Tuesday, March 26, 2013

Differences


source: Agence France-Presse, Washington
February 25, 2013
translation doxa-louise

DISTURBANCES IN ATMOSPHERIC COURANTS THE LIKELY CULPRITS FOR CRAZY WEATHER

Climate researchers have identified the mechanism behind extreme weather events such as droughts, heat or cold spells, which come from disturbances in atmospheric circulation provoqued by global warming.

The United States went through an extreme heat spell in 2011, on the heels of Russia in 2010 while Pakistan experienced, that same year, unheard of levels of flooding.

According to the works of climate reserchers published Monday, these devastating phenomena can all be attribured to the same disturbance of atmospheric currents around the globe in the Northern hemisphere, which are affected by heating resulting from the release of  greenhouse gases due to human activity.

‘An important part of air circulation in the mid latitudes of earth normally takes the shape of waves circling the globe, oscillating between tropical and artic regions’ explains Vladimir Petoukhov, from the Potsdam Institute for Climate Impact Research (PIK) in Germany, principal author of this study.

‘When these waves oscillate upward they pull up hot air from the tropics toward Europe and Russia or the United States, and when they oscillate downward they produce the same phenomenon, but with cold air masses from the Artic’, continues the scientist, whose study is being published in the Annals of the American Academy of Science (PNAS).

‘We have discovered that, in the cousre of these recent extreme weather events, those waves were stalled in their mouvement for many weeks’, he adds.

Global warming is not uniform on the planet. In the Antartic the rise in temperatures is more amplified by the melting of ice and snow, the climatologist makes more precise.

This reduces differences in temperature between the Artic region et say Europe, which affects the circulation of air around the globe whose principal motor is differences in temperature, he explains.

Further continents heat up and cool down more quickly than oceans, contributing as well to stagnation of air mases.

‘These two factors are crucial to the mechanism which we have detected, which provoques long periods of hot or cold’, adds Vladimir Petoukhov.

Two or three days with a temperature of 30 degrees Celsius is not a problem, but twenty days or more create an important level of stress for many ecosystems and urban areas not adapted to this kind of prolonged heat wave, he opines, citing greater mortality, forest fires and loss of crops.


§ **Aim of the task**
Among the entries below, find the lines with the word "Black" and copy them.

§ **Task material**
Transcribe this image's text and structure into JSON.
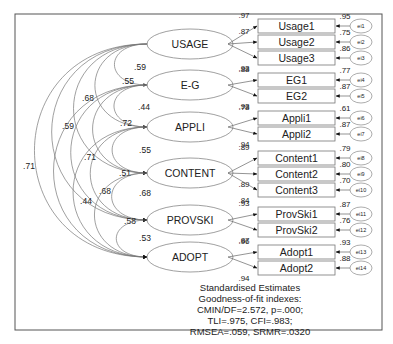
{
  "title": "Standardised Estimates",
  "fit": {
    "heading": "Goodness-of-fit indexes:",
    "line1": "CMIN/DF=2.572, p=.000;",
    "line2": "TLI=.975, CFI=.983;",
    "line3": "RMSEA=.059, SRMR=.0320"
  },
  "latents": [
    {
      "id": "USAGE",
      "label": "USAGE",
      "cy": 44
    },
    {
      "id": "EG",
      "label": "E-G",
      "cy": 85
    },
    {
      "id": "APPLI",
      "label": "APPLI",
      "cy": 127
    },
    {
      "id": "CONTENT",
      "label": "CONTENT",
      "cy": 173
    },
    {
      "id": "PROVSKI",
      "label": "PROVSKI",
      "cy": 220
    },
    {
      "id": "ADOPT",
      "label": "ADOPT",
      "cy": 257
    }
  ],
  "indicators": [
    {
      "label": "Usage1",
      "latent": "USAGE",
      "loading": ".97",
      "r2": ".95",
      "error": "ei1",
      "y": 19
    },
    {
      "label": "Usage2",
      "latent": "USAGE",
      "loading": ".87",
      "r2": ".75",
      "error": "ei2",
      "y": 35
    },
    {
      "label": "Usage3",
      "latent": "USAGE",
      "loading": ".93",
      "r2": ".86",
      "error": "ei3",
      "y": 51
    },
    {
      "label": "EG1",
      "latent": "EG",
      "loading": ".88",
      "r2": ".77",
      "error": "ei4",
      "y": 73
    },
    {
      "label": "EG2",
      "latent": "EG",
      "loading": ".93",
      "r2": ".87",
      "error": "ei5",
      "y": 89
    },
    {
      "label": "Appli1",
      "latent": "APPLI",
      "loading": ".78",
      "r2": ".61",
      "error": "ei6",
      "y": 111
    },
    {
      "label": "Appli2",
      "latent": "APPLI",
      "loading": ".94",
      "r2": ".87",
      "error": "ei7",
      "y": 127
    },
    {
      "label": "Content1",
      "latent": "CONTENT",
      "loading": ".89",
      "r2": ".79",
      "error": "ei8",
      "y": 151
    },
    {
      "label": "Content2",
      "latent": "CONTENT",
      "loading": ".89",
      "r2": ".80",
      "error": "ei9",
      "y": 167
    },
    {
      "label": "Content3",
      "latent": "CONTENT",
      "loading": ".84",
      "r2": ".70",
      "error": "ei10",
      "y": 183
    },
    {
      "label": "ProvSki1",
      "latent": "PROVSKI",
      "loading": ".93",
      "r2": ".87",
      "error": "ei11",
      "y": 207
    },
    {
      "label": "ProvSki2",
      "latent": "PROVSKI",
      "loading": ".87",
      "r2": ".76",
      "error": "ei12",
      "y": 223
    },
    {
      "label": "Adopt1",
      "latent": "ADOPT",
      "loading": ".96",
      "r2": ".93",
      "error": "ei13",
      "y": 245
    },
    {
      "label": "Adopt2",
      "latent": "ADOPT",
      "loading": ".94",
      "r2": ".88",
      "error": "ei14",
      "y": 261
    }
  ],
  "correlations": [
    {
      "from": "USAGE",
      "to": "EG",
      "value": ".59"
    },
    {
      "from": "USAGE",
      "to": "APPLI",
      "value": ".55"
    },
    {
      "from": "USAGE",
      "to": "CONTENT",
      "value": ".68"
    },
    {
      "from": "USAGE",
      "to": "PROVSKI",
      "value": ".59"
    },
    {
      "from": "USAGE",
      "to": "ADOPT",
      "value": ".71"
    },
    {
      "from": "EG",
      "to": "APPLI",
      "value": ".44"
    },
    {
      "from": "EG",
      "to": "CONTENT",
      "value": ".72"
    },
    {
      "from": "EG",
      "to": "PROVSKI",
      "value": ".71"
    },
    {
      "from": "EG",
      "to": "ADOPT",
      "value": ".44"
    },
    {
      "from": "APPLI",
      "to": "CONTENT",
      "value": ".55"
    },
    {
      "from": "APPLI",
      "to": "PROVSKI",
      "value": ".51"
    },
    {
      "from": "APPLI",
      "to": "ADOPT",
      "value": ".68"
    },
    {
      "from": "CONTENT",
      "to": "PROVSKI",
      "value": ".68"
    },
    {
      "from": "CONTENT",
      "to": "ADOPT",
      "value": ".58"
    },
    {
      "from": "PROVSKI",
      "to": "ADOPT",
      "value": ".53"
    }
  ]
}
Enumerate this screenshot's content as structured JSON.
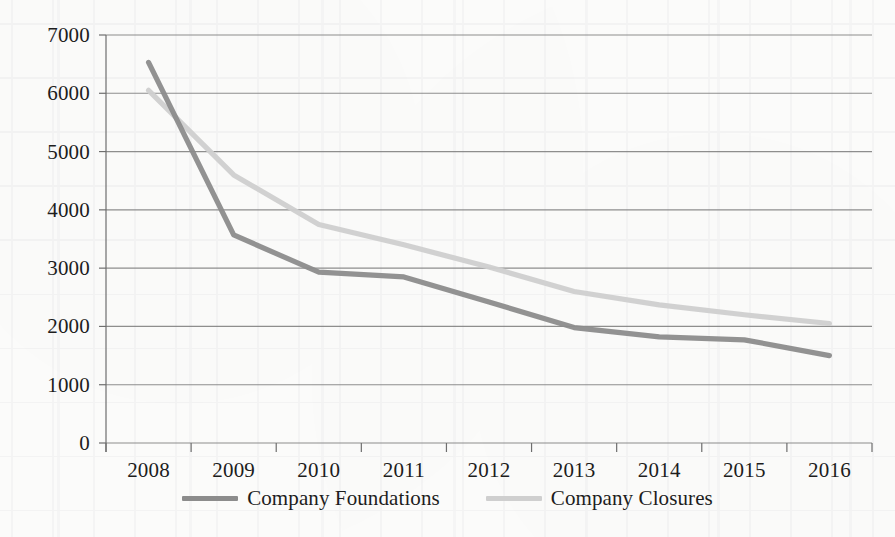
{
  "chart_data": {
    "type": "line",
    "title": "",
    "subtitle": "",
    "xlabel": "",
    "ylabel": "",
    "categories": [
      "2008",
      "2009",
      "2010",
      "2011",
      "2012",
      "2013",
      "2014",
      "2015",
      "2016"
    ],
    "ylim": [
      0,
      7000
    ],
    "ytick_step": 1000,
    "yticks": [
      "7000",
      "6000",
      "5000",
      "4000",
      "3000",
      "2000",
      "1000",
      "0"
    ],
    "ytick_values": [
      7000,
      6000,
      5000,
      4000,
      3000,
      2000,
      1000,
      0
    ],
    "grid": true,
    "grid_axis": "y",
    "legend_position": "bottom",
    "series": [
      {
        "name": "Company Foundations",
        "color": "#8c8c8c",
        "values": [
          6530,
          3570,
          2930,
          2850,
          2420,
          1980,
          1820,
          1770,
          1500
        ]
      },
      {
        "name": "Company Closures",
        "color": "#cfcfcf",
        "values": [
          6050,
          4600,
          3750,
          3400,
          3020,
          2600,
          2370,
          2200,
          2050
        ]
      }
    ],
    "annotations": []
  },
  "axis": {
    "axis_color": "#6e6e6e",
    "grid_color": "#7a7a7a",
    "tick_label_color": "#1d1d1d"
  },
  "legend": {
    "items": [
      {
        "label": "Company Foundations",
        "color": "#8c8c8c"
      },
      {
        "label": "Company Closures",
        "color": "#cfcfcf"
      }
    ]
  }
}
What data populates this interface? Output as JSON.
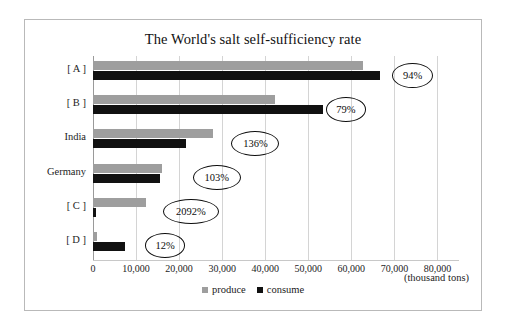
{
  "chart_data": {
    "type": "bar",
    "orientation": "horizontal",
    "title": "The World's salt self-sufficiency rate",
    "xlabel": "",
    "ylabel": "",
    "unit_label": "(thousand tons)",
    "xlim": [
      0,
      85000
    ],
    "xticks": [
      "0",
      "10,000",
      "20,000",
      "30,000",
      "40,000",
      "50,000",
      "60,000",
      "70,000",
      "80,000"
    ],
    "xtick_values": [
      0,
      10000,
      20000,
      30000,
      40000,
      50000,
      60000,
      70000,
      80000
    ],
    "grid": true,
    "legend_position": "bottom",
    "categories": [
      "[ A ]",
      "[ B ]",
      "India",
      "Germany",
      "[ C ]",
      "[ D ]"
    ],
    "series": [
      {
        "name": "produce",
        "color": "#9e9e9e",
        "values": [
          62800,
          42300,
          27800,
          16000,
          12300,
          900
        ]
      },
      {
        "name": "consume",
        "color": "#111111",
        "values": [
          66700,
          53500,
          21500,
          15600,
          600,
          7400
        ]
      }
    ],
    "annotations": [
      {
        "label": "94%",
        "category": "[ A ]",
        "x": 74000,
        "row": 0
      },
      {
        "label": "79%",
        "category": "[ B ]",
        "x": 58500,
        "row": 1
      },
      {
        "label": "136%",
        "category": "India",
        "x": 37500,
        "row": 2
      },
      {
        "label": "103%",
        "category": "Germany",
        "x": 28500,
        "row": 3
      },
      {
        "label": "2092%",
        "category": "[ C ]",
        "x": 22500,
        "row": 4
      },
      {
        "label": "12%",
        "category": "[ D ]",
        "x": 16500,
        "row": 5
      }
    ]
  },
  "legend": {
    "items": [
      {
        "label": "produce",
        "color": "#9e9e9e"
      },
      {
        "label": "consume",
        "color": "#111111"
      }
    ]
  }
}
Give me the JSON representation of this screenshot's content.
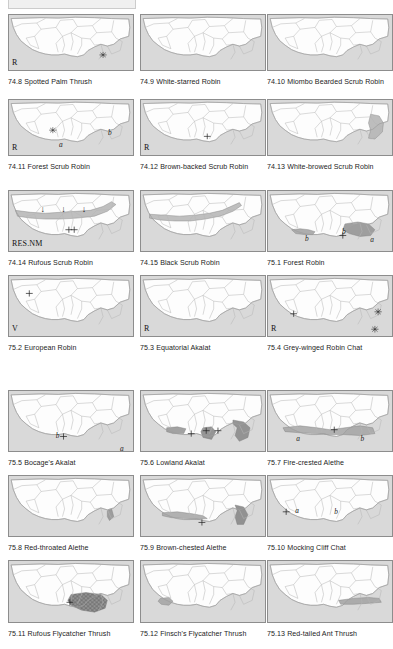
{
  "page": {
    "width": 388,
    "height": 649,
    "background": "#ffffff",
    "kind": "field-guide distribution map plate",
    "columns": 3,
    "rows": 7
  },
  "style": {
    "sea_fill": "#d9d9d9",
    "land_fill": "#fdfdfd",
    "border_stroke": "#8d8d8d",
    "country_stroke": "#b5b5b5",
    "range_light": "#b9b9b9",
    "range_dark": "#8a8a8a",
    "range_hatch": "#6f6f6f"
  },
  "legend_symbols": {
    "asterisk": "*",
    "cross": "+",
    "arrow_down": "↓",
    "subrange_a": "a",
    "subrange_b": "b"
  },
  "panels": [
    {
      "number": "74.8",
      "name": "Spotted Palm Thrush",
      "caption": "74.8 Spotted Palm Thrush",
      "status": "R",
      "markers": [
        {
          "symbol": "*",
          "x": 88,
          "y": 45
        }
      ],
      "labels": [],
      "ranges": []
    },
    {
      "number": "74.9",
      "name": "White-starred Robin",
      "caption": "74.9 White-starred Robin",
      "status": "",
      "markers": [],
      "labels": [],
      "ranges": []
    },
    {
      "number": "74.10",
      "name": "Miombo Bearded Scrub Robin",
      "caption": "74.10 Miombo Bearded Scrub Robin",
      "status": "",
      "markers": [],
      "labels": [],
      "ranges": []
    },
    {
      "number": "74.11",
      "name": "Forest Scrub Robin",
      "caption": "74.11 Forest Scrub Robin",
      "status": "R",
      "markers": [
        {
          "symbol": "*",
          "x": 41,
          "y": 34
        }
      ],
      "labels": [
        {
          "text": "a",
          "x": 47,
          "y": 46
        },
        {
          "text": "b",
          "x": 92,
          "y": 33
        }
      ],
      "ranges": []
    },
    {
      "number": "74.12",
      "name": "Brown-backed Scrub Robin",
      "caption": "74.12 Brown-backed Scrub Robin",
      "status": "R",
      "markers": [
        {
          "symbol": "+",
          "x": 62,
          "y": 41
        }
      ],
      "labels": [],
      "ranges": []
    },
    {
      "number": "74.13",
      "name": "White-browed Scrub Robin",
      "caption": "74.13 White-browed Scrub Robin",
      "status": "",
      "markers": [],
      "labels": [],
      "ranges": [
        "east-coastal-band"
      ]
    },
    {
      "number": "74.14",
      "name": "Rufous Scrub Robin",
      "caption": "74.14 Rufous Scrub Robin",
      "status": "RES.NM",
      "markers": [
        {
          "symbol": "+",
          "x": 56,
          "y": 40
        },
        {
          "symbol": "+",
          "x": 61,
          "y": 40
        }
      ],
      "labels": [
        {
          "text": "↓",
          "x": 30,
          "y": 16
        },
        {
          "text": "↓",
          "x": 49,
          "y": 16
        },
        {
          "text": "↓",
          "x": 68,
          "y": 16
        }
      ],
      "ranges": [
        "sahel-belt"
      ]
    },
    {
      "number": "74.15",
      "name": "Black Scrub Robin",
      "caption": "74.15 Black Scrub Robin",
      "status": "",
      "markers": [],
      "labels": [],
      "ranges": [
        "sahel-belt-thin"
      ]
    },
    {
      "number": "75.1",
      "name": "Forest Robin",
      "caption": "75.1 Forest Robin",
      "status": "",
      "markers": [
        {
          "symbol": "+",
          "x": 70,
          "y": 46
        }
      ],
      "labels": [
        {
          "text": "b",
          "x": 35,
          "y": 45
        },
        {
          "text": "b",
          "x": 69,
          "y": 38
        },
        {
          "text": "a",
          "x": 95,
          "y": 46
        }
      ],
      "ranges": [
        "guinea-forest",
        "congo-west"
      ]
    },
    {
      "number": "75.2",
      "name": "European Robin",
      "caption": "75.2 European Robin",
      "status": "V",
      "markers": [
        {
          "symbol": "+",
          "x": 19,
          "y": 18
        }
      ],
      "labels": [],
      "ranges": []
    },
    {
      "number": "75.3",
      "name": "Equatorial Akalat",
      "caption": "75.3 Equatorial Akalat",
      "status": "R",
      "markers": [],
      "labels": [],
      "ranges": []
    },
    {
      "number": "75.4",
      "name": "Grey-winged Robin Chat",
      "caption": "75.4 Grey-winged Robin Chat",
      "status": "R",
      "markers": [
        {
          "symbol": "+",
          "x": 24,
          "y": 39
        },
        {
          "symbol": "*",
          "x": 103,
          "y": 37
        },
        {
          "symbol": "*",
          "x": 100,
          "y": 55
        }
      ],
      "labels": [],
      "ranges": []
    },
    {
      "number": "75.5",
      "name": "Bocage's Akalat",
      "caption": "75.5 Bocage's Akalat",
      "status": "",
      "markers": [
        {
          "symbol": "+",
          "x": 51,
          "y": 47
        }
      ],
      "labels": [
        {
          "text": "b",
          "x": 44,
          "y": 42
        },
        {
          "text": "a",
          "x": 103,
          "y": 55
        }
      ],
      "ranges": []
    },
    {
      "number": "75.6",
      "name": "Lowland Akalat",
      "caption": "75.6 Lowland Akalat",
      "status": "",
      "markers": [
        {
          "symbol": "+",
          "x": 47,
          "y": 44
        },
        {
          "symbol": "+",
          "x": 61,
          "y": 41
        },
        {
          "symbol": "+",
          "x": 72,
          "y": 41
        }
      ],
      "labels": [],
      "ranges": [
        "guinea-patch",
        "cameroon-patch",
        "congo-arc"
      ]
    },
    {
      "number": "75.7",
      "name": "Fire-crested Alethe",
      "caption": "75.7 Fire-crested Alethe",
      "status": "",
      "markers": [
        {
          "symbol": "+",
          "x": 62,
          "y": 40
        }
      ],
      "labels": [
        {
          "text": "a",
          "x": 27,
          "y": 45
        },
        {
          "text": "b",
          "x": 86,
          "y": 45
        }
      ],
      "ranges": [
        "guinea-congo-stipple"
      ]
    },
    {
      "number": "75.8",
      "name": "Red-throated Alethe",
      "caption": "75.8 Red-throated Alethe",
      "status": "",
      "markers": [],
      "labels": [],
      "ranges": [
        "cameroon-sliver"
      ]
    },
    {
      "number": "75.9",
      "name": "Brown-chested Alethe",
      "caption": "75.9 Brown-chested Alethe",
      "status": "",
      "markers": [
        {
          "symbol": "+",
          "x": 57,
          "y": 48
        }
      ],
      "labels": [],
      "ranges": [
        "guinea-coast-band",
        "congo-blob"
      ]
    },
    {
      "number": "75.10",
      "name": "Mocking Cliff Chat",
      "caption": "75.10 Mocking Cliff Chat",
      "status": "",
      "markers": [
        {
          "symbol": "+",
          "x": 17,
          "y": 37
        }
      ],
      "labels": [
        {
          "text": "a",
          "x": 26,
          "y": 32
        },
        {
          "text": "b",
          "x": 62,
          "y": 33
        }
      ],
      "ranges": []
    },
    {
      "number": "75.11",
      "name": "Rufous Flycatcher Thrush",
      "caption": "75.11 Rufous Flycatcher Thrush",
      "status": "",
      "markers": [
        {
          "symbol": "+",
          "x": 57,
          "y": 42
        }
      ],
      "labels": [],
      "ranges": [
        "congo-hatched"
      ]
    },
    {
      "number": "75.12",
      "name": "Finsch's Flycatcher Thrush",
      "caption": "75.12 Finsch's Flycatcher Thrush",
      "status": "",
      "markers": [],
      "labels": [],
      "ranges": [
        "liberia-stipple"
      ]
    },
    {
      "number": "75.13",
      "name": "Red-tailed Ant Thrush",
      "caption": "75.13 Red-tailed Ant Thrush",
      "status": "",
      "markers": [],
      "labels": [],
      "ranges": [
        "gulf-coast-stipple"
      ]
    }
  ]
}
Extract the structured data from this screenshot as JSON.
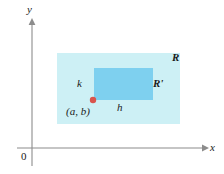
{
  "figure": {
    "width": 224,
    "height": 174,
    "background": "#ffffff"
  },
  "axes": {
    "x_label": "x",
    "y_label": "y",
    "origin_label": "0",
    "axis_color": "#8c8c8c",
    "x_axis": {
      "y": 148,
      "x_start": 17,
      "x_end": 205
    },
    "y_axis": {
      "x": 32,
      "y_start": 22,
      "y_end": 166
    }
  },
  "shapes": {
    "outer_rect": {
      "label": "R",
      "color": "#cdf0f5",
      "x": 57,
      "y": 53,
      "width": 123,
      "height": 71
    },
    "inner_rect": {
      "label": "R'",
      "color": "#7ed0ef",
      "x": 94,
      "y": 68,
      "width": 59,
      "height": 32
    },
    "point": {
      "label": "(a, b)",
      "color": "#d9544d",
      "cx": 93,
      "cy": 100,
      "r": 3.2
    }
  },
  "dimension_labels": {
    "height_label": "k",
    "width_label": "h"
  }
}
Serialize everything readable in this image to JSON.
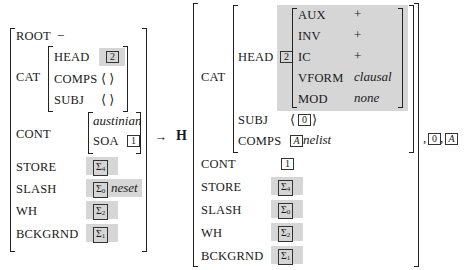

§ **Exercise solution**
      "name": "Black Scrub Robin",
      "caption": "74.15 Black Scrub Robin",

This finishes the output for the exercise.